Call volume for these accounts fell 60% over the past two weeks against their 90-day baseline. Cross-referenced with your CRM; 3 are mid-contract renewals worth a combined $87,400 ARR. CSM outreach list attached.
An agent watches one thing and acts on it. Not a workflow, just a standing watch that usually does nothing and acts the moment it should.
An agent does what you'd do, and only what you've authorized.
It acts on the same governed metrics as your dashboards, and every action is logged and traceable.
It alerts and recommends on its own; anything that changes data is yours to approve.
Point a new agent at a throwaway channel and watch its judgment before it touches anything real.
It remembers what it already flagged and waits before acting again, so it won't alert you about the same thing twice.
It joins your RingCentral call and message history to your CRM pipeline, computes a communication-frequency baseline per account, and flags the ones going quiet. You get a ranked at-risk list with renewal dates and dollar exposure, not a dashboard you have to remember to check.
It tracks call volume, talk time, and missed-call rates per rep and per account using the extension-level call log and contact directory. When coverage gaps appear, it surfaces them so you can re-balance the book before an account slips through.
It measures inbound-to-response time across calls, SMS, and voicemail using the message store and call log. When response times drift above your team's baseline for a segment or a rep, it flags the trend and the accounts affected so you can coach before it costs a renewal.
Beyond alerts and write-backs, an agent can run arbitrary Python, so it can do whatever the task actually requires: call an API, kick off a job, reshape the data, or wire into your own tooling. The action space is yours to define.
You could rig one of these with a cron job and a Slack webhook in an afternoon. The watching is the easy part. Here's what you'd own forever, and don't, here:
Every RingCentral object, modeled and query-ready the moment you connect.
It runs on your real RingCentral account (missed calls, abandoned voicemails, test extensions and all), not a tidy demo.
A message in the channel you choose, with the context and a button to act on it.
A summary in the inbox of the people who need to see it.
A payload to your own systems, to wire the agent into whatever you already run.
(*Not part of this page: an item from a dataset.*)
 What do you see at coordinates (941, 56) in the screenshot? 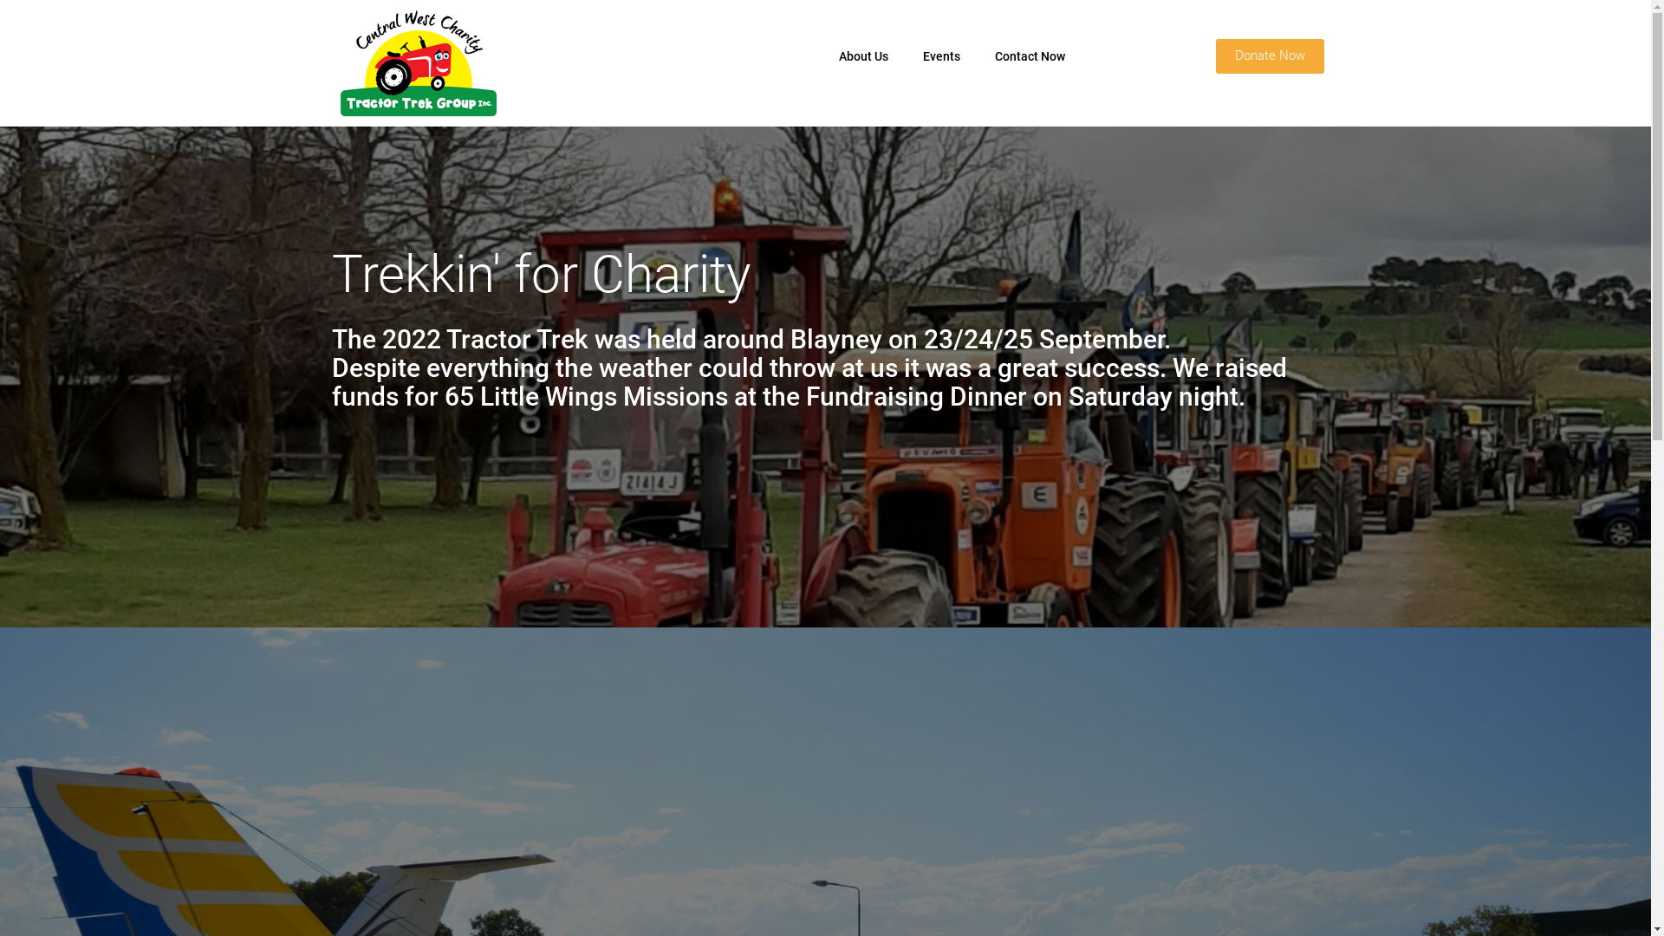
I see `Events` at bounding box center [941, 56].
A flag written back to your warehouse for everything downstream to pick up.
Kick the question to Fi to investigate the why and propose the fix.
Expose it to your own agents and tools over MCP, and drive it from your stack.
Run it in your own VPC or fully self-hosted. Everything it does is pure SQL and Python you can inspect.
Fi is your AI analyst. It helps you build and customize everything in Definite, including the agents that watch and act.
Your AI analyst. Ask questions in plain English, and let it help you build and customize everything in Definite, including your agents.
Meet Fi →The watchers and actors. Once you've built one, it runs on its own, keeping an eye on what matters and acting the way you would.